I Have Questions for ChatGPT

The New Yorker

ChatGPT enables users to ask questions or tell a story, and the bot will respond with relevant, natural-sounding answers and topics. A friend gifted me a fancy designer bucket hat that she swore she didn't want anymore. Then we had a misunderstanding, and she ghosted my birthday party. And put a potato in her tailpipe. And slept with her ex.


Object-Aware Regularization for Addressing Causal Confusion in Imitation Learning

Park, Jongjin, Seo, Younggyo, Liu, Chang, Zhao, Li, Qin, Tao, Shin, Jinwoo, Liu, Tie-Yan

arXiv.org Artificial Intelligence

Behavioral cloning has proven to be effective for learning sequential decision-making policies from expert demonstrations. However, behavioral cloning often suffers from the causal confusion problem where a policy relies on the noticeable effect of expert actions due to the strong correlation but not the cause we desire. This paper presents Object-aware REgularizatiOn (OREO), a simple technique that regularizes an imitation policy in an object-aware manner. Our main idea is to encourage a policy to uniformly attend to all semantic objects, in order to prevent the policy from exploiting nuisance variables strongly correlated with expert actions.
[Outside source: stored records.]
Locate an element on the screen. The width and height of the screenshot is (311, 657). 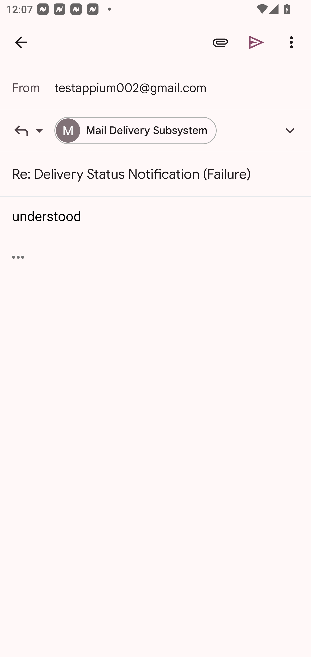
More options is located at coordinates (293, 42).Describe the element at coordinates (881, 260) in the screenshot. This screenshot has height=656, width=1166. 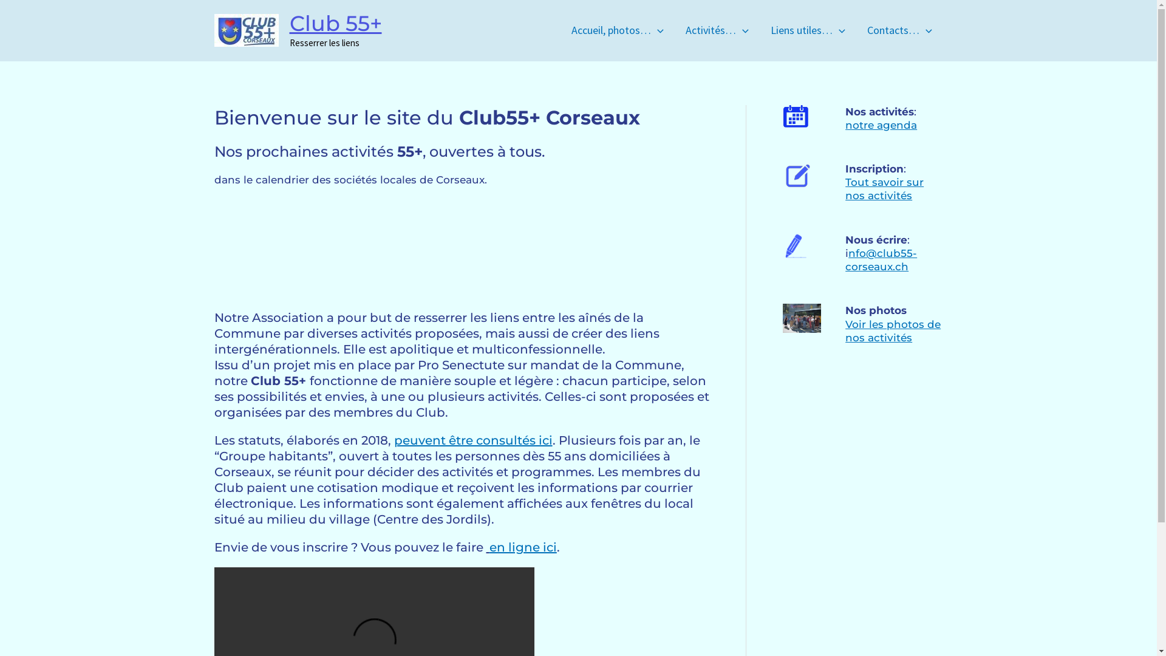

To this end, we introduce a two-stage approach: (a) we extract semantic objects from images by utilizing discrete codes from a vector-quantized variational autoencoder, and (b) we randomly drop the units that share the same discrete code together, i.e., masking out semantic objects. Our experiments demonstrate that OREO significantly improves the performance of behavioral cloning, outperforming various other regularization and causality-based methods on a variety of Atari environments and a self-driving CARLA environment. We also show that our method even outperforms inverse reinforcement learning methods trained with a considerable amount of environment interaction.


How Voice Will Capture Connected Commerce PYMNTS.com

#artificialintelligence

A massive sea change has happened in the world of retail – albeit so subtly and swiftly that most consumers probably never even felt it happen. Shopping went from being a discreet, defined, daily (or weekly or monthly) activity to something that has become like the background noise of modern interaction. As recently as the turn of the century, "going shopping" meant exactly that for over 90 percent of consumers: getting in a car and physically going someplace to make purchases. Flash forward to the closing months of the second decade of the 21st century, and shopping is not so much a thing that consumers go do, so much as something that is happening in the background of everything else customers are already doing. According to the 2019 edition of the PYMNTS How We Will Pay Study, the average consumer does about 12 activities over the course of a day, and makes a purchase during about four of them.